/ 5 May 2008

What is the ‘black struggle’ really about?

Andile Mngxitama (April 25) condemns the ruling by the South African Human Rights Commission (SAHRC) to the effect that the exclusion of white journalists from a meeting of the blacks-only Forum of Black Journalists (FBJ) — at which they hosted ANC president Jacob Zuma — was unfairly discriminatory and therefore unconstitutional.

But his argument contains little analytical rigour, nuance or perspective about the ”black struggle” he offers to enlighten us about.

A ruling that challenges the racially exclusive nature of the FBJ cannot sanction psychological violence towards blacks. Mngxitama uses words so loosely and glibly as to rob them of their elementary meanings: what ”liberation” struggle are blacks still waging? Certainly there are fundamental issues that remain unresolved post1994, but he fails to define these. Similarly, what homogeneous ”black interests” is he talking about?

He falsely assumes that ”black” identity has universal and self-evident values. But this amorphous black nationalistic approach is bereft of any socio-class analysis of the black population, which has since 1994 become fragmented along class lines. What common material interests does billionaire Patrice Motsepe have with ordinary black workers, millions of whom struggle just to put food on their tables?

It is deeply ironical that while co-editing a book on black consciousness Mngxitama fails to appreciate the necessary transformation it has gone through in terms of membership, ideology, perspective and programming since the Azanian People’s Organisation was formed in 1978. Instead he makes their progressive development appear unbecoming and he goes as far as to imply that they have betrayed the movement’s strictly black origins. He has the same view of the open membership of the Pan Africanist Congress.

This is a shallow, reactionary stance. Furthermore, he does not propose what kind of social transformation a multi-class but blacks-only solidarity will aim for, in the media or elsewhere. Race and racism remain not only salient but in fact have recently become more combustible national issues and this dangerous racial inwardness is likely to lead to further racial polarisation.

Mngxitama mentions the ”black condition” without identifying and describing its roots, characteristics and aspirations. This is not — and has never been — a purely racial matter of white superiority, but has all along been linked to questions of economic control. Even the most brutal forms of black slavery facilitated the growth of European and American capitalism. Hence it is impossible to confront black poverty in this country without confronting its historical capitalist framework and the post-1994 transition to neo-liberalism.

Mngxitama says 70 000 black children die before they reach the age of five. He implies that is purely because of continuing white racism. But it is, rather, the result of a much more complex story of deracialised neo-liberalism since 1994, which has produced Motsepes alongside gruelling black mass poverty.

Still, Mngxitama is correct to suggest that, although the FBJ has been censured for its blacks-only membership, overtly white racist organisations such as the AWB seem to have been left to relaunch recently. This is a contradiction that requires serious intervention by the SAHRC and the government. They are a bigger threat than the FBJ could ever be.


**WORK ORDER**
Every line from the one containing "Compute the bounding box for chair." to the last line of the listing below should be given again exactly.

■ ■ ■ ■ ■

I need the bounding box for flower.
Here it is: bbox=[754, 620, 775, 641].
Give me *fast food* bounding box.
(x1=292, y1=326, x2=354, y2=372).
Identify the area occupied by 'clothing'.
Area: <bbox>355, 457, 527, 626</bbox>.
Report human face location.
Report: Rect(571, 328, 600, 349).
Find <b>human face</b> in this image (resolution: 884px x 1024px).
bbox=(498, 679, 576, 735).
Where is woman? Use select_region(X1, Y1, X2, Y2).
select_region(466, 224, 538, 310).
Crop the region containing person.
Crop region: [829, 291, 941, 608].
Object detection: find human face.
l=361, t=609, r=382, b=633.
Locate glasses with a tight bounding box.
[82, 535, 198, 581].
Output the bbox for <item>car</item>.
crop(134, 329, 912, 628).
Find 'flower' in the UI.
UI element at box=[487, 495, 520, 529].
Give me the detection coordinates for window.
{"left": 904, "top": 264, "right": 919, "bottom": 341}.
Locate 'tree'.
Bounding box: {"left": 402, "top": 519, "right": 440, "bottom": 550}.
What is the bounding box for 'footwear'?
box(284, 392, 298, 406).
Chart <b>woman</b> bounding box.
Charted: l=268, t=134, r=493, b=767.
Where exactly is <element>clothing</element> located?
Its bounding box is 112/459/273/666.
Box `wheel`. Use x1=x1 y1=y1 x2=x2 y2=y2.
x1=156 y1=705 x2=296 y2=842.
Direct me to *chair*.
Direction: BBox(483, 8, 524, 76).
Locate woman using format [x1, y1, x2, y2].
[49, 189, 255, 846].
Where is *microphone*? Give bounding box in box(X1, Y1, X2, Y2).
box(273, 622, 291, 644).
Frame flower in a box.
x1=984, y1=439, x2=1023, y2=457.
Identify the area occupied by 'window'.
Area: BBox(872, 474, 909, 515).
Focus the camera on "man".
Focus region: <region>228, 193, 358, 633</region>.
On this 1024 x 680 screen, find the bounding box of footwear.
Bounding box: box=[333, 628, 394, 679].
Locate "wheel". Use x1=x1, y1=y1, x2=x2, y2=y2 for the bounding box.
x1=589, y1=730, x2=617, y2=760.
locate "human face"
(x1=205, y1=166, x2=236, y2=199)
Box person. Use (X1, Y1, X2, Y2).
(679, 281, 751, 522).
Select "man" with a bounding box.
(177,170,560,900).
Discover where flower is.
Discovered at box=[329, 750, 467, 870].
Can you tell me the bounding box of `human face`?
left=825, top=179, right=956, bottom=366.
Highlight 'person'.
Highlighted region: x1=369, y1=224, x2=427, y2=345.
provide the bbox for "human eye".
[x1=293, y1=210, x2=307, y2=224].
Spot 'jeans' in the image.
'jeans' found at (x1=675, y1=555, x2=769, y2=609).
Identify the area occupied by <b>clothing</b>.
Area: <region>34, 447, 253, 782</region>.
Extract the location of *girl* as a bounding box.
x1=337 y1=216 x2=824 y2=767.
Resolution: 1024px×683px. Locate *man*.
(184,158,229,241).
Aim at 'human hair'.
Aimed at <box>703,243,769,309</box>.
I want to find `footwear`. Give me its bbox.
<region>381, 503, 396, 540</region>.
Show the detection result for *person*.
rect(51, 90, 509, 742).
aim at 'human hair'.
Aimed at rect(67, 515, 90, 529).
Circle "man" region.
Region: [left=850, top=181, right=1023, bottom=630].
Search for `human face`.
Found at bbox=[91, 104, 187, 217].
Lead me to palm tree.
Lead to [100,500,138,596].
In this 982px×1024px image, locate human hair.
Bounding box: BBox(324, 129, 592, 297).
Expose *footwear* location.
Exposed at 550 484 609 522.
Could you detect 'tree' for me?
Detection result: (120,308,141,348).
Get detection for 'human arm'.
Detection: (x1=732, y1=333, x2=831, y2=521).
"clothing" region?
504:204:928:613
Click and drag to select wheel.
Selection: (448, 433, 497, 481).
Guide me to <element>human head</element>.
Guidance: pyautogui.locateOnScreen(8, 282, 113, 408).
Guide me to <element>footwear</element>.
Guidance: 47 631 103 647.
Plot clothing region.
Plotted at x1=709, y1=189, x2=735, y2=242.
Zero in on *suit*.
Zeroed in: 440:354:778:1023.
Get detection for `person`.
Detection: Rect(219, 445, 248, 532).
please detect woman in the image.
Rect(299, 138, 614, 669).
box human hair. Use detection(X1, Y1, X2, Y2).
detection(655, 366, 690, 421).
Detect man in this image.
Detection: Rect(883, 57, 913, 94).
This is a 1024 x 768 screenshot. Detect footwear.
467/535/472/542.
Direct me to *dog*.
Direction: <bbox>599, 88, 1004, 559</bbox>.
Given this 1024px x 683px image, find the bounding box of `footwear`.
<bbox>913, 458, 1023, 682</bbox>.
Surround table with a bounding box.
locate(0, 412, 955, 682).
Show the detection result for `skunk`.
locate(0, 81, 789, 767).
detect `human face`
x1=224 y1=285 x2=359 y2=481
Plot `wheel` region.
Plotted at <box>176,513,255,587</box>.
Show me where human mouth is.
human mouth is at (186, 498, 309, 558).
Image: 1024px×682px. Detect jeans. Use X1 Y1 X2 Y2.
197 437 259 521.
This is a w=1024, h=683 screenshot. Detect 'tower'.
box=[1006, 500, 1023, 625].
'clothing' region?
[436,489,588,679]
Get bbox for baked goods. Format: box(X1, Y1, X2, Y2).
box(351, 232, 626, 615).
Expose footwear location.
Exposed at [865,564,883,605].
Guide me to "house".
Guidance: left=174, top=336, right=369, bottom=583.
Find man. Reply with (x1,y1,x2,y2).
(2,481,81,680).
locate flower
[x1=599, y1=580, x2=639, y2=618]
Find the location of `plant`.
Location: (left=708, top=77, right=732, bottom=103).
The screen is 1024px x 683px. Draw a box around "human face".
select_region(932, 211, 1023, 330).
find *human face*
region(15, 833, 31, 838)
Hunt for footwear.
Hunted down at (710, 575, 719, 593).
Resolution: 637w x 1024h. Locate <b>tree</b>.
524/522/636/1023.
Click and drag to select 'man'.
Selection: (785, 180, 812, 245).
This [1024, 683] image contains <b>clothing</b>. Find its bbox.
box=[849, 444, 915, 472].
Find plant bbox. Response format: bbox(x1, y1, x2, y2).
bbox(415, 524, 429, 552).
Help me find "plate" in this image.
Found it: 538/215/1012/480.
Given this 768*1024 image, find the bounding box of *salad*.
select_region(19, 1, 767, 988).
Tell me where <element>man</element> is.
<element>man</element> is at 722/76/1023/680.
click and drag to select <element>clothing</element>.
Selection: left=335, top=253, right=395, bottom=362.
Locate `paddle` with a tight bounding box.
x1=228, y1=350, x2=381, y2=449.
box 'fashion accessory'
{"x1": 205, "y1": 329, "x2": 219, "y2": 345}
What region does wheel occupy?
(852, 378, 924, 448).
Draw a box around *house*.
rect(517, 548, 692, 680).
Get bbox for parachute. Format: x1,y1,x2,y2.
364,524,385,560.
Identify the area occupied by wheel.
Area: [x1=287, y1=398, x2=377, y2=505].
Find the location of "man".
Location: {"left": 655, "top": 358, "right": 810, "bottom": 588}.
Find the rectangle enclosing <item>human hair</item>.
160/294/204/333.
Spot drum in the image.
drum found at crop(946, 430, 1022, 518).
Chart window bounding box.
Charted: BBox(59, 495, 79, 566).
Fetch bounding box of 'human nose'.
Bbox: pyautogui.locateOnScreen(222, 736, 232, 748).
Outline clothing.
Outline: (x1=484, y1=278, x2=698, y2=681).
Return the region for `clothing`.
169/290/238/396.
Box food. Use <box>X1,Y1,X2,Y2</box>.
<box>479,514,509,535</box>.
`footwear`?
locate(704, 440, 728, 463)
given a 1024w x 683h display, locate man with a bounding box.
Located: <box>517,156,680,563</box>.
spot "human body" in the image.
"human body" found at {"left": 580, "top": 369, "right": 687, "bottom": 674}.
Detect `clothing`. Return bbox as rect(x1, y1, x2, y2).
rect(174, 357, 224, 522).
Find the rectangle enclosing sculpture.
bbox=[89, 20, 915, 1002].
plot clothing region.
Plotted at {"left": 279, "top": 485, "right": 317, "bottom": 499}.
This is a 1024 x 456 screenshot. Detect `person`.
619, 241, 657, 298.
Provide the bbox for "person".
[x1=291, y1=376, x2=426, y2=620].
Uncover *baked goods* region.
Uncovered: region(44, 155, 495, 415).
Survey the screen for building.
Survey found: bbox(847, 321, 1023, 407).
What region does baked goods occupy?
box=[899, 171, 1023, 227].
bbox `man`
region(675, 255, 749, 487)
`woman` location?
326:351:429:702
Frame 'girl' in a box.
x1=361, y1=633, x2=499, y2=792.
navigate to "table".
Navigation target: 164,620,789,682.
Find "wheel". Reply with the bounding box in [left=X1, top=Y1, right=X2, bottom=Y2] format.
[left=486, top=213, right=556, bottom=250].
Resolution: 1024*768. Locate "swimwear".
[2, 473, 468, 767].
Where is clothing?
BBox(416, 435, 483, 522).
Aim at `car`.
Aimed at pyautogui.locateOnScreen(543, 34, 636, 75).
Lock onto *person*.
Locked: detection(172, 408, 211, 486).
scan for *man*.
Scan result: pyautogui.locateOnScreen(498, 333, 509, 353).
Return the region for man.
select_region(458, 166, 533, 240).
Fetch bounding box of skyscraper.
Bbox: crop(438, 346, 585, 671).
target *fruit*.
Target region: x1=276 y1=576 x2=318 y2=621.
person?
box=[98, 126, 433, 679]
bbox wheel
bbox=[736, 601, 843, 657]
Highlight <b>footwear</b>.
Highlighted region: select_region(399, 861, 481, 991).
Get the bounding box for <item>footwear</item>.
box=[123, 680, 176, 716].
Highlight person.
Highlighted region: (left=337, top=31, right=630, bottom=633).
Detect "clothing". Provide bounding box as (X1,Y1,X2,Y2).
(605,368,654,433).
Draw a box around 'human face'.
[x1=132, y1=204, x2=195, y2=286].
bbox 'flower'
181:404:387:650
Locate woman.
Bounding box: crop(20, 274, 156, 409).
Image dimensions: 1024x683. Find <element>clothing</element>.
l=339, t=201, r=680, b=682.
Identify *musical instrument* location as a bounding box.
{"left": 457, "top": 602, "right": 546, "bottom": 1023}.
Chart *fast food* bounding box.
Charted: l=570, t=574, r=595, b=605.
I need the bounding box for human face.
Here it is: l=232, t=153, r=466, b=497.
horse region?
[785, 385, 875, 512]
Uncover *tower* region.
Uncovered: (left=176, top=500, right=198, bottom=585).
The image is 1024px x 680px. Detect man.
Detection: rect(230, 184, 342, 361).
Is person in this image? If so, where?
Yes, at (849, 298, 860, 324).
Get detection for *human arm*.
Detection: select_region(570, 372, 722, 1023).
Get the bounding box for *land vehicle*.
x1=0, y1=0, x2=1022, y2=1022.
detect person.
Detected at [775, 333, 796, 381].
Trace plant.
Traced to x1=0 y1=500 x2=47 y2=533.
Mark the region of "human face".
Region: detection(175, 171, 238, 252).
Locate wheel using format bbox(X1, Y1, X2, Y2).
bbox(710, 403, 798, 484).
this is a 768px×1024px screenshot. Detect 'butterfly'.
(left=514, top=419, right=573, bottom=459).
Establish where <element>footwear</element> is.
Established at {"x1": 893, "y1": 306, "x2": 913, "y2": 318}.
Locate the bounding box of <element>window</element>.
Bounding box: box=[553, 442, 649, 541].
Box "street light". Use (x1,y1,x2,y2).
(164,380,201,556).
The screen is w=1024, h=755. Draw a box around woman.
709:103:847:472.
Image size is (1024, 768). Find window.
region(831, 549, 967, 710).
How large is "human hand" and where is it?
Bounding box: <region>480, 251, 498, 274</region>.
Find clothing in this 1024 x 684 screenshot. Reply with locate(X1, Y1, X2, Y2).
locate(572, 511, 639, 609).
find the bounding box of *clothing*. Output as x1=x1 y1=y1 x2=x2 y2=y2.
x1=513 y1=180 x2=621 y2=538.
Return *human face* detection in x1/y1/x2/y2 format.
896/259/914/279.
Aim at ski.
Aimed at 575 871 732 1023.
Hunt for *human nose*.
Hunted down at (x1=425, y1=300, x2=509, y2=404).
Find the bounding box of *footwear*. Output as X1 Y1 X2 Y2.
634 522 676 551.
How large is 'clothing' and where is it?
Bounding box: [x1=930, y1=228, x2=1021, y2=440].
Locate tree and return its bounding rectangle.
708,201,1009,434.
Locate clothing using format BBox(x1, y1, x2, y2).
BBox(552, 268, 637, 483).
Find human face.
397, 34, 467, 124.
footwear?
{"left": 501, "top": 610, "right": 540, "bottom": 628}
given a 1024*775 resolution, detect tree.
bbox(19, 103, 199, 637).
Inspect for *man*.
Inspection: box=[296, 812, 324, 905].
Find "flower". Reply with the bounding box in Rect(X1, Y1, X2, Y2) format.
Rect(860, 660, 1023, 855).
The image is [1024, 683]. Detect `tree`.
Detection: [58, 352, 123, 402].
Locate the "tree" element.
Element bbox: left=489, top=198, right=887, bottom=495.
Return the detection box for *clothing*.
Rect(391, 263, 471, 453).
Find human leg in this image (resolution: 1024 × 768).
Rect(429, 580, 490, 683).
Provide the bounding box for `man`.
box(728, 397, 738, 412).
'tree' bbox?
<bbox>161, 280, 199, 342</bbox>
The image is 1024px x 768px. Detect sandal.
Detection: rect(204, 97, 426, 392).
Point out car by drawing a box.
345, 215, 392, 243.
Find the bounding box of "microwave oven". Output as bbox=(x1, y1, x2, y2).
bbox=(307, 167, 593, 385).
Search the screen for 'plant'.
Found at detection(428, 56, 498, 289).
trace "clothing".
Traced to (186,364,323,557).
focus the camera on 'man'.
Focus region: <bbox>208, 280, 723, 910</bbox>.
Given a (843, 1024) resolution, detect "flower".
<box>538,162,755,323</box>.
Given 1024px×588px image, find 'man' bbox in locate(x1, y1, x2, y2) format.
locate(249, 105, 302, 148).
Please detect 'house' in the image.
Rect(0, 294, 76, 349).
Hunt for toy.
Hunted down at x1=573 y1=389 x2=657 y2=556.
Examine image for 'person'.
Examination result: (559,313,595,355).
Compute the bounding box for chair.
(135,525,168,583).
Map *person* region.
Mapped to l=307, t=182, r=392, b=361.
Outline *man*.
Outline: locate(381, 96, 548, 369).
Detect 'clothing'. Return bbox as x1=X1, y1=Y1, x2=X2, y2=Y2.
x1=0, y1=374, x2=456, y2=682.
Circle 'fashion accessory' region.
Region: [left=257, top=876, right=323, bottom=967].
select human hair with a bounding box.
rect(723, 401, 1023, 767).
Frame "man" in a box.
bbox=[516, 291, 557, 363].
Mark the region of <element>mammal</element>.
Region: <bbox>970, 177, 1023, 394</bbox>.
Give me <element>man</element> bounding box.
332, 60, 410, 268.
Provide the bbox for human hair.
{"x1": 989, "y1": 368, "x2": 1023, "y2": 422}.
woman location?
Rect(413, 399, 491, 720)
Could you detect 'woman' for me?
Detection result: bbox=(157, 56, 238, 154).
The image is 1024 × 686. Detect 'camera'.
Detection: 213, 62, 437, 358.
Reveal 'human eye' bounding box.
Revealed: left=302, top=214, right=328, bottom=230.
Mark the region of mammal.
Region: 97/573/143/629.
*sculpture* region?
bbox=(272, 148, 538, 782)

■ ■ ■ ■ ■

**EXPECTED ANSWER**
Compute the bounding box for chair.
(135,525,168,583).
Map *person* region.
Mapped to l=307, t=182, r=392, b=361.
Outline *man*.
Outline: locate(381, 96, 548, 369).
Detect 'clothing'. Return bbox as x1=X1, y1=Y1, x2=X2, y2=Y2.
x1=0, y1=374, x2=456, y2=682.
Circle 'fashion accessory' region.
Region: [left=257, top=876, right=323, bottom=967].
select human hair with a bounding box.
rect(723, 401, 1023, 767).
Frame "man" in a box.
bbox=[516, 291, 557, 363].
Mark the region of <element>mammal</element>.
Region: <bbox>970, 177, 1023, 394</bbox>.
Give me <element>man</element> bounding box.
332, 60, 410, 268.
Provide the bbox for human hair.
{"x1": 989, "y1": 368, "x2": 1023, "y2": 422}.
woman location?
Rect(413, 399, 491, 720)
Could you detect 'woman' for me?
Detection result: bbox=(157, 56, 238, 154).
The image is 1024 × 686. Detect 'camera'.
Detection: 213, 62, 437, 358.
Reveal 'human eye' bounding box.
Revealed: left=302, top=214, right=328, bottom=230.
Mark the region of mammal.
Region: 97/573/143/629.
*sculpture* region?
bbox=(272, 148, 538, 782)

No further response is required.